When you click the Render button a document will be generated that includes both content and the output of embedded code. You can embed code like this:

1 + 1
[1] 2

Figures and tables

Figures and tables returned as output of your code can be easily embedded to the report and cross-referenced from other parts of the report. Here we show it with the iris dataset.

data(iris)

Below is a boxplot of flower sepal length by species (see Figure 1). You can add cross-references to figures and tables with the syntax @chunk-label, which is further discussed in Section 3.2. Other items such as sections, equations and publications can be referenced as well as explained here.

boxplot(Sepal.Length ~ Species, data = iris)

Figure 1: This is a figure caption.

Similarly, tables can also be included and cross-referenced, demonstrated with Table 1 where the number of observations per flower species are shown.

knitr::kable(table(iris$Species))
Table 1: This is a table caption.
Var1 Freq
setosa 50
versicolor 50
virginica 50

Modifying structure and layout

Adding knitr options

You can add options to executable code like this:

[1] 4

The echo: false option disables the printing of code (only output is displayed).

Option catalogue

This are some of the knitr chunk options that I find most useful.

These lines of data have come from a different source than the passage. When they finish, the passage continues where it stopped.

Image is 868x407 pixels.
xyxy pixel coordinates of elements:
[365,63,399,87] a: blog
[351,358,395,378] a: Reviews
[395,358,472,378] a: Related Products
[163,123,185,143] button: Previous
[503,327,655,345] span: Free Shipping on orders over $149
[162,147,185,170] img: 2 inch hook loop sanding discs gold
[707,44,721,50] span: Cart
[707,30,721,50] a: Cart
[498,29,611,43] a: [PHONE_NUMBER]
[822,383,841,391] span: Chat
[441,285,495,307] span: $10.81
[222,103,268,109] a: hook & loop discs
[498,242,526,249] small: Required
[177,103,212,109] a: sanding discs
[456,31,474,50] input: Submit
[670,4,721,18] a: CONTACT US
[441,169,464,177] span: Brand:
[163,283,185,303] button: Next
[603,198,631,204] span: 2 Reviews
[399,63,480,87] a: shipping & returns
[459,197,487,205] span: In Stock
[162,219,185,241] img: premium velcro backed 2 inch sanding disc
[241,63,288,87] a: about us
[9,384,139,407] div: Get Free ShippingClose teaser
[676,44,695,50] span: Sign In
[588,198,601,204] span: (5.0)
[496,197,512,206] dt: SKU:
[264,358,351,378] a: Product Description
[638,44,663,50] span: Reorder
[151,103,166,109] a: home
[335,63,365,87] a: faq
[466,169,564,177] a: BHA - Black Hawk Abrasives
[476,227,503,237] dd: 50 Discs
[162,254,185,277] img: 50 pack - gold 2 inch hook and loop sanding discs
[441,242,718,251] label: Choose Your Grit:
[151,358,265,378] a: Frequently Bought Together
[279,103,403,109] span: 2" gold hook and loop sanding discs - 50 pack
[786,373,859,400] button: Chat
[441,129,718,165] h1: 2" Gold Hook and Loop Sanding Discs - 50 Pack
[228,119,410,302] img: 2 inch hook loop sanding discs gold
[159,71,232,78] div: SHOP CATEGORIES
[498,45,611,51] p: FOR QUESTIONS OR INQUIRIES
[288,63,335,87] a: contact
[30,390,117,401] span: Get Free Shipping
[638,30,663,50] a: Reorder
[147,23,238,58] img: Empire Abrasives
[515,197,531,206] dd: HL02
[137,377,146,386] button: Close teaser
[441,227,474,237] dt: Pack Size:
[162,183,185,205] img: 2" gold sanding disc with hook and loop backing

A full list of options is available here.

  • label: gives a name to the code chunk, which comes handy for troubleshooting programs as well as adding cross-references (notice that chunks returning figures or tables need a special prefix fig- and tbl-, respectively)

  • echo / include: the former hides the code but shows the output, whereas the latter hides both the code and the output

  • eval: whether to evaluate or not the code

  • message / warning: hide messages or warnings returned by the code, respectively

  • fig / tbl: this one is not really an option, but you have to add this prefix to a label so that it is recognised as figure or table, respectively

  • fig-cap / tbl-cap: define caption for figure or table, respectively

  • fig-width + fig-asp: the former defines the width of an image, whereas the latter sets its aspect ratio so that fig-height = fig-width * fig-asp, so these two make a great combo to guess the correct size for your plots

  • fig.path: indicates the relative path to which figures should be saved

Global knitr options

If you are too lazy to set knitr options for every single chunk, don’t worry! knitr has the solution for you. Just specify global options for the entire document on the very top upstream like this:

# set message and warning to false and specify folder where figures should be saved for the entire document (put upstream everything)
knitr::opts_chunk$set(message = FALSE, warning = FALSE,
                      fig.path = "my/fig/dir")

YAML Parameters

At the beginning of the raw document, you’ll see a box delimited by ---. There you can define document metadata like title, author, date, but also more advanced execution options such as output format, bibliography and citation style, theme, font size and many others. A full list of available parameters can be found here.

Useful Resources

We have gathered learning material about Quarto in this chapter of the OMA book. We encourage you to look into it.

When you feel ready for challenge, go have a look at our exercises about Quarto in the OMA book. Feel free to ask if you’d like to discuss the solution strategy.